Away from Bearing Arms, I’ve been on a bit of a crusade to protect children lately. I’ve always felt it was important, but things just sort of kicked me in the posterior in that regard, and I’ve been working toward that effort.
And really, I’m about protecting kids here. I’ve advocated for hardening our schools and arming teachers and staff members so they can deal with school shootings far faster than the police can.
I tell people to lock their guns up and to educate their children on firearm safety and responsibility.
Kids matter to me.
So, you can imagine how angry I get when I see editorials that try to equate caring about kids with gun control, as if there’s no other way. That’s what I ran into in a piece out of South Carolina earlier.
In fact, that’s the finding of an important new study published this month in the medical journal JAMA Pediatrics. The study found those gun-related deaths have climbed the least in states that passed laws aimed at reducing child gun deaths, and they increased the most in states that did the opposite: encouraging more people to arm themselves.
That might not seem surprising, but it’s important from a public policy perspective, because S.C. lawmakers — and we suspect lawmakers in the 29 other “most permissive” states — refuse to acknowledge that their laws could possibly make our state more dangerous for anyone, and certainly not for the children they try so hard to protect from so many things besides guns.
Researchers looked at deaths before and after the U.S. Supreme Court’s 2010 decision making it more difficult for states to pass gun laws — a pivot point that coincided with a significant uptick in gun liberalization laws. They found states that loosened gun laws since 2010 recorded 19,000 pediatric firearm deaths — a 63 percent increase over the 12,000 that would have been expected based on pre-2010 trends. In the states that passed laws to enhance firearm safety, there was a statistically insignificant decline in pediatric deaths compared to what had been expected. (A middle category of states showed a modest increase in deaths.)
It’s important to note that we’re not talking about outlawing guns or taking guns away from law-abiding citizens. Although the researchers didn’t identify the specific laws they used to categorize states as “most permissive,” “permissive” or “strict,” they created a composite based on policy scorecards from Brady, Everytown for Gun Safety and the Giffords Law Center, which advocate for secure storage laws and other policies that reduce child access to guns, along with waiting periods to purchase guns and training and background checks to carry guns in public.
The editorial board did acknowledge that the study shows correlation and not necessarily causation, which makes them at least somewhat more responsible than just about every single other journalistic entity that wasn’t expressly pro-gun or right-leaning on some level who has talked about the study.
However, they also argue that something like a mandatory storage law doesn’t interfere with anyone’s right to own a gun, which, while true, is disingenuous, too. It may not keep me from buying a gun, but it can keep me from accessing it should I need it. Especially as some of those laws are ramped up in other states.
What bothers me, though, is that they’re still acting like the only way to protect children is to enact gun control, and their inability to understand the issues with this study just makes it more insulting. Especially as the problems with it are rather obvious.
This is just a continuation of the idea that if you don’t support gun control, you don’t care about addressing violence, accidents, child safety, or what have you.
That’s nonsense, and it’s insulting.
First, laws like mandatory storage laws aren’t necessary. For one thing, as we’ve seen in recent years, parents can be prosecuted when a child accesses a gun and commits some kind of illegal act. A storage law won’t change that, except to dictate how people have to secure it, with no regard for any other factors. We’ve seen too many cases of kids getting guns in mandatory storage states to believe such laws really do anything except make it harder for law-abiding folks.
Second, there are other ways to accomplish the goal that don’t interfere with how someone intends to use their firearms. Tax credits for gun safes and other storage devices, for example, encourage proper storage without mandating anything. Educational efforts do as well. Couple those together, and you have a powerful tool that isn’t restrictive in the least.
Especially as allowing any level of gun control isn’t ever going to be the end of it. The moment it happens, anti-gunners immediately start looking at how to leverage that in order to take even more.
I don’t believe gun control works to keep children safe. I believe responsible gun ownership does, and no law can mandate that.
Saying that failure to support gun control means you don’t care about kids is offensive to someone who cares more about protecting children, and not just from nebulous threats no one can quantify.
But hey, offending people is a one-way street, isn’t it?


→ **Instructions to follow**:
Where a line in the entries below contains the word "Image", it counts; give the total by itself.

→ **Data for review**:
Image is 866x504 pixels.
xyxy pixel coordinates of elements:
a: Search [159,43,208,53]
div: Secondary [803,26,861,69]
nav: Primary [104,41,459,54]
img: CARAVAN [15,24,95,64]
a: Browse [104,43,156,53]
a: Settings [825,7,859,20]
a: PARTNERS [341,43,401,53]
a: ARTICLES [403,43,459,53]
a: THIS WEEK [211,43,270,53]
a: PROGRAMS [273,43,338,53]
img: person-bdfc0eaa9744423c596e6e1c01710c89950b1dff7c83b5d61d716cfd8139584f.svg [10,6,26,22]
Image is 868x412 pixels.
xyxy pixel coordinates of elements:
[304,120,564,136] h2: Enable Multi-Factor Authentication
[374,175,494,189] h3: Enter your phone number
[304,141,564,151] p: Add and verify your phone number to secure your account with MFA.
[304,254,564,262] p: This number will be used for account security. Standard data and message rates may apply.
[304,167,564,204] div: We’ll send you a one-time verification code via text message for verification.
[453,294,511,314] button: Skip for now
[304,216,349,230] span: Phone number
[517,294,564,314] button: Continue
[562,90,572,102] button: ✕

* * *

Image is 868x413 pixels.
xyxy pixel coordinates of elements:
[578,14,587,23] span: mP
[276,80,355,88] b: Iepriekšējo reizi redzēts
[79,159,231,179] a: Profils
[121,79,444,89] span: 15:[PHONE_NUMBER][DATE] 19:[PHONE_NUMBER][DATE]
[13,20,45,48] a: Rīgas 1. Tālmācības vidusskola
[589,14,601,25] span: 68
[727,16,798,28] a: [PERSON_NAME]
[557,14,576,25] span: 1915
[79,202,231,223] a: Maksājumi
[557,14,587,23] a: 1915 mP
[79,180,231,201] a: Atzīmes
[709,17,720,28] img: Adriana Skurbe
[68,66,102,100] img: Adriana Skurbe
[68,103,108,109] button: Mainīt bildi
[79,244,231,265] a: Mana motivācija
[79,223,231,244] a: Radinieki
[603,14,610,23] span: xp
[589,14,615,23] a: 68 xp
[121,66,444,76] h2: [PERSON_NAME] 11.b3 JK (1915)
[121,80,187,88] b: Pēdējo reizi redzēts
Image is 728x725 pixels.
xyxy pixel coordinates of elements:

→ **Solution to the problem**:
4